Prime Minister Mark Carney with European Commission President Ursula von der Leyen and EU Council President António Costa on June 23, 2025/Mark Carney X
Carney would be wise to frame these investments as continuity rather than a major shift, building on the trajectory set by Stephen Harper’s Canada First and Justin Trudeau’s Strong, Secure, Engaged and Our North. Cross-partisan consensus through changes in government is essential to maintaining readiness, long-term strategic capability and global credibility.
The underlying shift in Carney’s worldview is the recognition that alliances and trading relationships can no longer rely on the benevolence of a U.S.-led order. Instead, he is promoting strategic realism: Because countries must now buy access to the world’s largest economy, this is not about decoupling from the United States; it is about reducing dependence.
Carney’s approach reflects and resonates with the legacy of Louis St. Laurent’s 1947 Gray Lecture, which laid out the framework of postwar Canadian foreign policy. Built around international law, democratic cooperation, and defence of human dignity, that postwar vision was grounded in rules-based multilateralism—not as idealism, but as a means for middle powers like Canada to earn influence at the global table. St. Laurent and Pearson called it functionalism—the idea that smaller states could “punch above their weight” if they had the competence and capacity to contribute.
In the early Cold War era, if the Americans were the architects of global institutions, we were the engineers. From Bretton Woods to the UN, from NATO, to the Commonwealth, Canada played a constructive role in building international frameworks. Carney is trying to rekindle this spirit in what might be called functional multilateralism. The world has changed—but the middle power logic remains.
Carney’s first diplomatic calls as Prime Minister were to Paris and London. At the G7 in Kananaskis, he invited leaders from Brazil, India, South Africa, Indonesia, Australia, Mexico, Ukraine, and South Korea—expanding Canada’s circle of strategic partners beyond the traditional club.
Follow-through, not fanfare, will determine whether this pivot is sustained.
At the core of his worldview is a moral dimension, deeply informed by his 2020 BBC Reith Lectures and his 2021 book Value(s). Carney argues that “markets are not ends in themselves—they are means to deliver prosperity” and that “value must be underpinned by values.” For him, international law is not an abstraction. It is a strategic tool for protecting Canada’s interests in a world of great- power competition.

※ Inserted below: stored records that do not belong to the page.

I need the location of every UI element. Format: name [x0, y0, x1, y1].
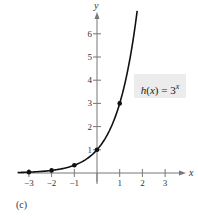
x-tick-label: −3	[24, 178, 34, 188]
data-point	[117, 101, 122, 106]
x-tick-label: −1	[70, 178, 80, 188]
x-tick-label: 3	[163, 178, 168, 188]
x-axis-label: x	[188, 167, 194, 178]
data-point	[95, 148, 100, 153]
y-tick-label: 3	[88, 98, 93, 108]
figure-caption: (c)	[16, 199, 27, 210]
x-tick-label: −2	[47, 178, 57, 188]
function-curve	[18, 11, 138, 173]
function-label: h(x) = 3x	[134, 74, 186, 98]
y-tick-label: 5	[88, 52, 93, 62]
y-tick-label: 1	[88, 145, 93, 155]
data-point	[27, 170, 32, 175]
x-tick-label: 2	[140, 178, 145, 188]
chart-plot: xy−3−2−1123123456	[0, 0, 198, 218]
y-tick-label: 2	[88, 122, 93, 132]
data-point	[49, 168, 54, 173]
data-point	[72, 163, 77, 168]
y-axis-arrow-icon	[95, 12, 100, 19]
x-tick-label: 1	[117, 178, 122, 188]
y-tick-label: 4	[88, 75, 93, 85]
y-tick-label: 6	[88, 29, 93, 39]
y-axis-label: y	[93, 0, 99, 11]
x-axis-arrow-icon	[179, 171, 186, 176]
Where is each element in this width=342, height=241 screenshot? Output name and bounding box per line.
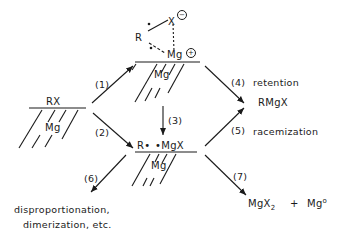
mg0-superscript: o: [323, 197, 328, 205]
r-radical-label: R•: [137, 141, 150, 151]
radical-dot-r-top: [148, 23, 151, 26]
grignard-product-label: RMgX: [258, 98, 288, 108]
complex-mg-label: Mg: [167, 50, 183, 60]
step-4-label: (4): [231, 78, 245, 88]
retention-label: retention: [253, 78, 299, 88]
side-products-line1: disproportionation,: [14, 205, 110, 215]
mechanism-diagram: RX Mg R X − Mg + Mg R• •MgX Mg (1) (2) (…: [0, 0, 342, 241]
start-mg-label: Mg: [45, 123, 61, 133]
step-6-label: (6): [84, 174, 98, 184]
plus-sign: +: [290, 199, 299, 209]
mg0-text: Mg: [307, 198, 323, 209]
step-1-label: (1): [95, 80, 109, 90]
complex-r-label: R: [135, 33, 142, 43]
step-7-label: (7): [233, 172, 247, 182]
step-5-label: (5): [231, 126, 245, 136]
r-x-bond: [148, 20, 168, 31]
mgx2-subscript: 2: [271, 204, 276, 212]
complex-mg-surface: [132, 62, 200, 102]
complex-x-label: X: [168, 17, 175, 27]
step-3-label: (3): [168, 116, 182, 126]
step-2-label: (2): [95, 128, 109, 138]
radical-pair-surface-mg-label: Mg: [151, 161, 167, 171]
racemization-label: racemization: [253, 127, 318, 137]
radical-dot-r-bottom: [150, 47, 153, 50]
rx-label: RX: [46, 97, 60, 107]
mg0-product-label: Mgo: [307, 199, 327, 209]
mgx-radical-label: •MgX: [155, 141, 184, 151]
side-products-line2: dimerization, etc.: [23, 220, 112, 230]
positive-charge-icon: +: [186, 48, 196, 58]
complex-surface-mg-label: Mg: [154, 70, 170, 80]
x-mg-bond: [173, 24, 174, 51]
negative-charge-icon: −: [177, 10, 187, 20]
mgx2-product-label: MgX2: [248, 199, 276, 209]
mgx2-text: MgX: [248, 198, 271, 209]
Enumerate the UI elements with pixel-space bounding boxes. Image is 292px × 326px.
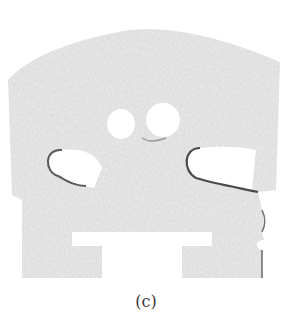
violin-bridge-photo	[0, 0, 292, 290]
figure-caption: (c)	[0, 292, 292, 311]
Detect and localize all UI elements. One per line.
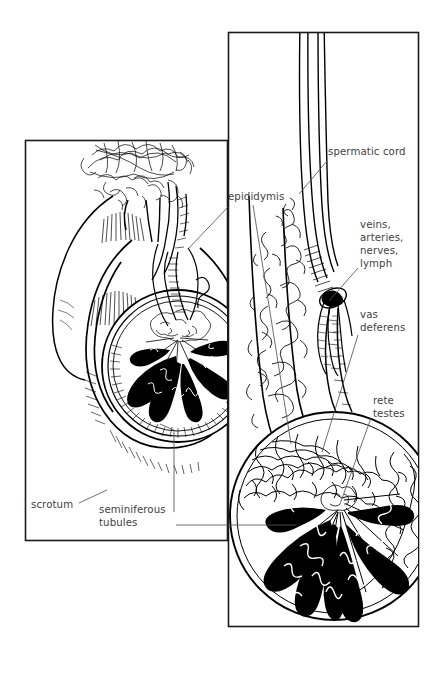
testis-cutaway-right xyxy=(230,412,438,622)
anatomy-figure: spermatic cord epididymis veins, arterie… xyxy=(0,0,441,686)
label-spermatic-cord: spermatic cord xyxy=(328,146,406,157)
label-epididymis: epididymis xyxy=(228,191,284,202)
label-scrotum: scrotum xyxy=(31,499,73,510)
anatomy-illustration-svg: spermatic cord epididymis veins, arterie… xyxy=(0,0,441,686)
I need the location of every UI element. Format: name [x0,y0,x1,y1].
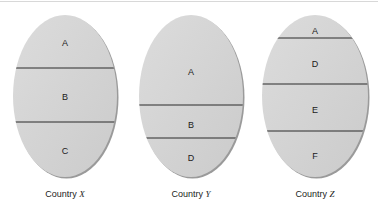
caption-country-y: Country Y [136,189,246,199]
caption-text: Country [295,189,329,199]
caption-variable: X [79,189,85,199]
segment-label-d: D [188,153,195,163]
oval-country-y: ABD [137,15,245,179]
segment-label-c: C [62,146,69,156]
segment-label-d: D [312,59,319,69]
segment-label-a: A [312,26,318,36]
segment-label-b: B [188,120,194,130]
caption-country-z: Country Z [260,189,370,199]
caption-text: Country [171,189,205,199]
caption-country-x: Country X [10,189,120,199]
oval-country-z: ADEF [260,15,370,179]
country-segmentation-diagram: ABCABDADEF [0,0,378,212]
caption-variable: Z [330,189,335,199]
oval-country-x: ABC [11,15,119,179]
caption-text: Country [45,189,79,199]
segment-label-a: A [62,38,68,48]
caption-variable: Y [206,189,211,199]
segment-label-f: F [312,151,318,161]
segment-label-a: A [188,67,194,77]
segment-label-b: B [62,92,68,102]
segment-label-e: E [312,105,318,115]
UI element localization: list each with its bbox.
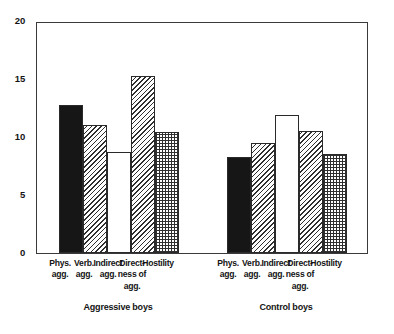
x-label-control-hostility: Hostility bbox=[309, 258, 343, 269]
y-axis-tick-5: 5 bbox=[0, 196, 36, 197]
group-label-control-boys: Control boys bbox=[226, 301, 346, 313]
bar-control-phys-agg bbox=[227, 157, 251, 253]
y-axis-tick-20: 20 bbox=[0, 22, 36, 23]
bar-aggressive-hostility bbox=[155, 132, 179, 253]
bar-aggressive-phys-agg bbox=[59, 105, 83, 253]
y-axis-tick-label-15: 15 bbox=[15, 73, 25, 85]
y-axis-tick-label-5: 5 bbox=[20, 189, 25, 201]
y-axis-tick-label-0: 0 bbox=[20, 247, 25, 259]
bar-aggressive-directness-agg bbox=[131, 76, 155, 253]
y-axis-tick-10: 10 bbox=[0, 138, 36, 139]
bar-control-indirect-agg bbox=[275, 115, 299, 253]
bar-chart-figure: 20 15 10 5 0 Phys. agg. Verb. agg. Indir… bbox=[0, 0, 394, 334]
y-axis-tick-15: 15 bbox=[0, 80, 36, 81]
bar-control-verb-agg bbox=[251, 143, 275, 253]
bar-aggressive-verb-agg bbox=[83, 125, 107, 253]
y-axis-tick-label-10: 10 bbox=[15, 131, 25, 143]
group-label-aggressive-boys: Aggressive boys bbox=[58, 301, 178, 313]
bar-control-hostility bbox=[323, 154, 347, 253]
plot-area bbox=[36, 22, 368, 254]
bar-aggressive-indirect-agg bbox=[107, 152, 131, 253]
y-axis-tick-label-20: 20 bbox=[15, 15, 25, 27]
bar-control-directness-agg bbox=[299, 131, 323, 253]
y-axis-tick-0: 0 bbox=[0, 254, 36, 255]
x-label-aggressive-hostility: Hostility bbox=[141, 258, 175, 269]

“When we stand up for territorial integrity, whether it’s in Ukraine or Gaza, we are also standing up for the territorial integrity of the Canadian Arctic,” he said in June. In a world where “middle powers must compete for interests and attention,” Carney believes Canada must bring strength as well as values to the table.
The Prime Minister’s foreign policy is gaining traction. His new defence policy has public support, and premiers across the country have endorsed his economic and infrastructure strategy. But support is conditional. Follow-through, not fanfare, will determine whether this pivot is sustained.
As Carney has put it: “If we want a more reliable world, we need a stronger Canada.” Reinvesting in sovereignty, diplomacy, innovation and alliances should be a shared national project. Carney has outlined the direction, the challenge now is delivery to ensure Canada has the credibility to lead and the capacity to act.
At this critical moment in global affairs, Canada can again step forward as a leader, not a follower, in reforming and reshaping a rules-based and just world order.
Contributing Writer Colin Robertson, a former career diplomat, is a fellow and host of the Global Exchange podcast with the Canadian Global Affairs Institute in Ottawa.